The
acting is so natural that you would think that you are sitting in on a normal
conversation. Clybourne Park is a play filled with tension and racism in a house
in 1959 and fifty years later. Although
the play is provocative with its racism, the play also has comedy within. The
SpeakEasy Stage Company performed this play in the Stanford Calderwood Pavilion
at the Boston Center for the Arts. Clybourne Park was created by Bruce
Norris in 2010 in response to the play A
Raisin in the Sun written by Lorraine Hansberry in 1959. The house that the
Younger family wants to buy in A Raisin
in the Sun is the house that Clybourne Park takes place in. The first act of Clybourne Park is from the
white owners perspective that are currently getting ready to move and are
selling the house to the black family.
The second act takes places in 2009, fifty years later when the now black
owners of the house are selling to a white family.
The
set was very simply created. There were
no set changes throughout each act because it was always the same house. It was interesting to see the changes between
acts and five decades later. When the
house was still owned by the white folks, the house was neat and charming looking. However, fifty years later when black people
resided in the house, the floor looked scuffed up, there was no nice furniture
anywhere, the front door looked ratty, and there were no other doors; the
bathroom only had a curtain hung in replacement.

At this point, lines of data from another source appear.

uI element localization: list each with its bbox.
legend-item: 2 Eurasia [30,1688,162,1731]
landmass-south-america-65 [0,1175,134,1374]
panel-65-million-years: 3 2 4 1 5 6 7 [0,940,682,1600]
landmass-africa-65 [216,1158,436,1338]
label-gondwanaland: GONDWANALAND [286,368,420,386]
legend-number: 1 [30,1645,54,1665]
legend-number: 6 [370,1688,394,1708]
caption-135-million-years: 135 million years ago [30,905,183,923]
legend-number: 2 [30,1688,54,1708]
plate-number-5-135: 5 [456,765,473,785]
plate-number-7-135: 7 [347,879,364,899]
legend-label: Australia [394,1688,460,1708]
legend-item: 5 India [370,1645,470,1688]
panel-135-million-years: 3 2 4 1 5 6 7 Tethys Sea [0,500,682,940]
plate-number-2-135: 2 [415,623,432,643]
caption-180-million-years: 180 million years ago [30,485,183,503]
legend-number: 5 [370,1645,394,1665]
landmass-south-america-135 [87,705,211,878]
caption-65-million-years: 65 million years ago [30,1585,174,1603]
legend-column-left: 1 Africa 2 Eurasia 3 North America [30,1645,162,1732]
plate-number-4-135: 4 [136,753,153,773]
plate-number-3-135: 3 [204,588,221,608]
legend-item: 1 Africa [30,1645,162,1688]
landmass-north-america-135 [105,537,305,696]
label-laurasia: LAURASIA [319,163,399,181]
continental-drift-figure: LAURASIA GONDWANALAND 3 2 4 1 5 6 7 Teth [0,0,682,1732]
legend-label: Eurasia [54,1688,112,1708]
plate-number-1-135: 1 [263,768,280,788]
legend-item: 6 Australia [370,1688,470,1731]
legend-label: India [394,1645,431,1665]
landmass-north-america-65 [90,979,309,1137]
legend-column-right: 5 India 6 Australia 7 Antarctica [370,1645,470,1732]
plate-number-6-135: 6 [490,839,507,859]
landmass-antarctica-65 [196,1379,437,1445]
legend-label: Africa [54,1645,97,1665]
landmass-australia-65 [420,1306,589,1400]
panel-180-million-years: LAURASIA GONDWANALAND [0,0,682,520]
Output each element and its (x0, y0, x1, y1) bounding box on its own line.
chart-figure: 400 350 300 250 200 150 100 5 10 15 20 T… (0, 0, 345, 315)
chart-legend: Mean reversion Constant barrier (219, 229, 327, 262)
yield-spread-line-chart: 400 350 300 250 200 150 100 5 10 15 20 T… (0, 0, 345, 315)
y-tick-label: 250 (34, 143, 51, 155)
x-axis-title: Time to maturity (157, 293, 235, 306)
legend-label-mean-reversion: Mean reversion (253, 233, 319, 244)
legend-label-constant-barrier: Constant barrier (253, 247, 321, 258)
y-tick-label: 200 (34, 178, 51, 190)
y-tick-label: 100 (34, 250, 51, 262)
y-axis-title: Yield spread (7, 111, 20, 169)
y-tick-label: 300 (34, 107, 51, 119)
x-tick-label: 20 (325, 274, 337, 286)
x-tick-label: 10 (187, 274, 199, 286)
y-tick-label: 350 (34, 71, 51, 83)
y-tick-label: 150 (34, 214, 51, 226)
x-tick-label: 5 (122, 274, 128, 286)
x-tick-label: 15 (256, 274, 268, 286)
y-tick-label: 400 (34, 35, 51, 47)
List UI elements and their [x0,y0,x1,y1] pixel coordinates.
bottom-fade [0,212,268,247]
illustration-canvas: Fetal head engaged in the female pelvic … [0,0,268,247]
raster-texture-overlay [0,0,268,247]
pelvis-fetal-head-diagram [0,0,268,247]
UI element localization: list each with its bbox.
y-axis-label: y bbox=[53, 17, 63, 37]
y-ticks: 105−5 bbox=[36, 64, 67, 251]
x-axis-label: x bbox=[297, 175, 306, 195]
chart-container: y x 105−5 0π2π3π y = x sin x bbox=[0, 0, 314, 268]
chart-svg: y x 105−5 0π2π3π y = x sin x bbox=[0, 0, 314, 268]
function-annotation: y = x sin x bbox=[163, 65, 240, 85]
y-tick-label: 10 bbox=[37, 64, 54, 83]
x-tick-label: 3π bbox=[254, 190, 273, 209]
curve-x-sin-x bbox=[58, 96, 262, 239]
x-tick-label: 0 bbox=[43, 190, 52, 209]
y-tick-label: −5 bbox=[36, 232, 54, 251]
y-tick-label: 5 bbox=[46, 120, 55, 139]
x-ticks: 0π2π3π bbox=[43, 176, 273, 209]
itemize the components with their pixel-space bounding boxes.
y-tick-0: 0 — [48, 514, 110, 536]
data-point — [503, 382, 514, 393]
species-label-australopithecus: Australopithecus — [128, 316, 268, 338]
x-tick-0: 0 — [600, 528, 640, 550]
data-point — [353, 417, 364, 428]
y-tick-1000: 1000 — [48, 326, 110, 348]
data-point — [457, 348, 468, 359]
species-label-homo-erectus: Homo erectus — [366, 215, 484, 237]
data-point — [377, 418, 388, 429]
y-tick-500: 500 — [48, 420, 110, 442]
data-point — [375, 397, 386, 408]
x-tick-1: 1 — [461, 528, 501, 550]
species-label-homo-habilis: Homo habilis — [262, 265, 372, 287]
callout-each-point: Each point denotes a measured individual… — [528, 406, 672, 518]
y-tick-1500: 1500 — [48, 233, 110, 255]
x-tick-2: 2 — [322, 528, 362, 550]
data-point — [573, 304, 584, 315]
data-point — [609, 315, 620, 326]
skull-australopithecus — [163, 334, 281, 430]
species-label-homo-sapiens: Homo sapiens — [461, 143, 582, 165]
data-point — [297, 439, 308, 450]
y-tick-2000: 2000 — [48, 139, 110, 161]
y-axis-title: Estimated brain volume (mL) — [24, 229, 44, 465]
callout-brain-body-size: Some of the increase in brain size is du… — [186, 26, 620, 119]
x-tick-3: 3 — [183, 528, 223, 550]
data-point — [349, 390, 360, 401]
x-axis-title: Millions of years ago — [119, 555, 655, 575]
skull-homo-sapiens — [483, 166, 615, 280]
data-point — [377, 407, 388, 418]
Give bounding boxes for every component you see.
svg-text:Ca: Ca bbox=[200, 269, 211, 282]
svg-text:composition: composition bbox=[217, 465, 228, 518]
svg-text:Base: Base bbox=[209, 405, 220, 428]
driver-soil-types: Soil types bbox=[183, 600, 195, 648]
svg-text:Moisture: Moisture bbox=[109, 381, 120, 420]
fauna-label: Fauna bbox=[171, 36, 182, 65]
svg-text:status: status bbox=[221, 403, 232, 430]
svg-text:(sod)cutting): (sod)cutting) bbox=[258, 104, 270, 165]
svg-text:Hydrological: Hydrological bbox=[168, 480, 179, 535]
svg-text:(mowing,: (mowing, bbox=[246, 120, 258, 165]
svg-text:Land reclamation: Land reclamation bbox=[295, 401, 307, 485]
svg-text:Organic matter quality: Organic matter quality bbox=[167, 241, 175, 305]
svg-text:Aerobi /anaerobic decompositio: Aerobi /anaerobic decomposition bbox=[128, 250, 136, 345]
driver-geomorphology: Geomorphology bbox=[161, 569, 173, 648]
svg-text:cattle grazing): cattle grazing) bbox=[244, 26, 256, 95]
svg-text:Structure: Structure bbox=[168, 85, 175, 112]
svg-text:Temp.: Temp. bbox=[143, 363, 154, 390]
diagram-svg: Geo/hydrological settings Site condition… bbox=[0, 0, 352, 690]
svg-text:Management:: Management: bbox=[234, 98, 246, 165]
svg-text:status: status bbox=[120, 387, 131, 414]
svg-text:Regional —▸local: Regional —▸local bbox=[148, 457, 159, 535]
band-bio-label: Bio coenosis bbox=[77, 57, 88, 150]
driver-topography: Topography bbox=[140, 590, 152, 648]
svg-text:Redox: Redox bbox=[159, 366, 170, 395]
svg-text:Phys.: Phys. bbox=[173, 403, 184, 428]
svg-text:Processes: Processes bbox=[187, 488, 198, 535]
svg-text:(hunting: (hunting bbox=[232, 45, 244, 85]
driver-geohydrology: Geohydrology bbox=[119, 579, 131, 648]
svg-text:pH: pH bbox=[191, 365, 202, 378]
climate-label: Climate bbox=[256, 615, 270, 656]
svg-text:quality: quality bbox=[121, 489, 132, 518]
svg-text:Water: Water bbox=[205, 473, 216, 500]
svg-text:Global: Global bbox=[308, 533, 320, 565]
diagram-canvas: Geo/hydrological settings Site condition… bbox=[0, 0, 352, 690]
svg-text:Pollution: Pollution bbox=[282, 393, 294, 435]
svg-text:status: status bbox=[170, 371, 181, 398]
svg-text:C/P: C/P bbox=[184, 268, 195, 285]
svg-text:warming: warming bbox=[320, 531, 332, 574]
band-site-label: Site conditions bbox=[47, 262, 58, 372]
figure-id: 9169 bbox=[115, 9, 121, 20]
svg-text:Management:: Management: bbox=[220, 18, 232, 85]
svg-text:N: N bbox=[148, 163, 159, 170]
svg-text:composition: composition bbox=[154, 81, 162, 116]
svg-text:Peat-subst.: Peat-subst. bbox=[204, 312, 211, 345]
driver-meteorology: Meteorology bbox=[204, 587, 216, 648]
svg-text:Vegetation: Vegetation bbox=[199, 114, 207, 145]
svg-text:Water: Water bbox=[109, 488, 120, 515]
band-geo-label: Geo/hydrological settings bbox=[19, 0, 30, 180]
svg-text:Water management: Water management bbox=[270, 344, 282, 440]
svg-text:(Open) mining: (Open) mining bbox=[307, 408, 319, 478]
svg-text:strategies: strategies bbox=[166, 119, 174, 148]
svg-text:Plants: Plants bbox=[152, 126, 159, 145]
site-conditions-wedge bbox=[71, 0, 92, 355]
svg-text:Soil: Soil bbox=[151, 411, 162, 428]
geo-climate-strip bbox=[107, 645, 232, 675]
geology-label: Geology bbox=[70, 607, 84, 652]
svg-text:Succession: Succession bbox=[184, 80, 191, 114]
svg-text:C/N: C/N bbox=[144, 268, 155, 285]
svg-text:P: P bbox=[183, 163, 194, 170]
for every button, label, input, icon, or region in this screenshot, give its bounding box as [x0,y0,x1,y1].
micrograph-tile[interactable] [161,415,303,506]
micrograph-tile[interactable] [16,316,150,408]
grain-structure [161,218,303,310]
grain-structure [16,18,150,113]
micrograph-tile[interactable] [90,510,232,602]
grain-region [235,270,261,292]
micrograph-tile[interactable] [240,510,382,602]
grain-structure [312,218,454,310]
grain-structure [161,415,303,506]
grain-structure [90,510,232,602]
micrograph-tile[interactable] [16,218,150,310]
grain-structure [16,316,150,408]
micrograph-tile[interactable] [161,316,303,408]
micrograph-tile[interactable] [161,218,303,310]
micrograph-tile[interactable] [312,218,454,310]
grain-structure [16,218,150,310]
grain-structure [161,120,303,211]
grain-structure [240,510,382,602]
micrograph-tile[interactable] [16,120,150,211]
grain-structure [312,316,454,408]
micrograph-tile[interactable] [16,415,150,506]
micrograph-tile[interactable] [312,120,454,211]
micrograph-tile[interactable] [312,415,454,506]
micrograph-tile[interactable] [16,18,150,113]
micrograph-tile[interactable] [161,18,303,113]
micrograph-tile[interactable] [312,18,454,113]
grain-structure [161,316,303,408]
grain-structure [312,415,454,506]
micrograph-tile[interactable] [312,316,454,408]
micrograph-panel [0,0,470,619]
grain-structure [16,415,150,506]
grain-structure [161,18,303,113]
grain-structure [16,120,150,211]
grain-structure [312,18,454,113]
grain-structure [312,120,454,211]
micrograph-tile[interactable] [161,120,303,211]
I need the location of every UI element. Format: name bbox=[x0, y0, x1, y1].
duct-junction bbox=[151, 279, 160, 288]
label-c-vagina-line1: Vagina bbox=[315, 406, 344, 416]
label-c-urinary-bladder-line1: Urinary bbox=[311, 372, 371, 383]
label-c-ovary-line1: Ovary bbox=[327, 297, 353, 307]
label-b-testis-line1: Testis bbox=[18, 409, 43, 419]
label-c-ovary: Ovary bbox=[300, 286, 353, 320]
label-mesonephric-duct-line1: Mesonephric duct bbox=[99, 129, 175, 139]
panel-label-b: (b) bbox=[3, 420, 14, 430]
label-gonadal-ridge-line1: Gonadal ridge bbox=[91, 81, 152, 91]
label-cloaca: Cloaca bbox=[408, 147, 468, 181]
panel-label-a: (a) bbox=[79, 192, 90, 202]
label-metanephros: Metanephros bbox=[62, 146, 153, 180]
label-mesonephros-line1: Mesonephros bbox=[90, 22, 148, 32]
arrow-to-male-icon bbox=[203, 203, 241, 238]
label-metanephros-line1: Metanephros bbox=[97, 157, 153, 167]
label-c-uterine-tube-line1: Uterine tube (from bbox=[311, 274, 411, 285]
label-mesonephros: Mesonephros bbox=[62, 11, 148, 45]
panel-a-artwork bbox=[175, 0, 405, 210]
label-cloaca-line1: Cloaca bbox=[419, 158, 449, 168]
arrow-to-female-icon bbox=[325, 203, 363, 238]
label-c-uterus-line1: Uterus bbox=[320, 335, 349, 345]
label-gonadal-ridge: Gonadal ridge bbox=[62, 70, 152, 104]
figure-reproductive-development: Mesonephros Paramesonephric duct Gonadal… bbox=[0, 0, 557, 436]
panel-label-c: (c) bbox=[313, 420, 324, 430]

Clybourne Park was an interesting and entertaining play
to watch. There were points of
seriousness as goes with any amount of tension, but there was enough comedy to
kept the audience laughing. At one point
in the play everyone was making racist jokes at each other. The characters seem very real in the way they
talked to each other. Both acts started
out portraying what any normal person would see if they looked into a
conversation. However, as the act
progressed the conversation began to get heated as the tension built and
people’s ability to control their temper was broken. It all seemed very real and something that
could happen to anyone at any time.
Clybourne Park is play that will become a classic like Raisin in the Sun. It already won a Tony Award in 2012 for best
play. It was a well-constructed play
with a good balance of seriousness and comedy.
The play keeps people awake and entertained while also leaving the
audience with something to ponder and question on the topic of race.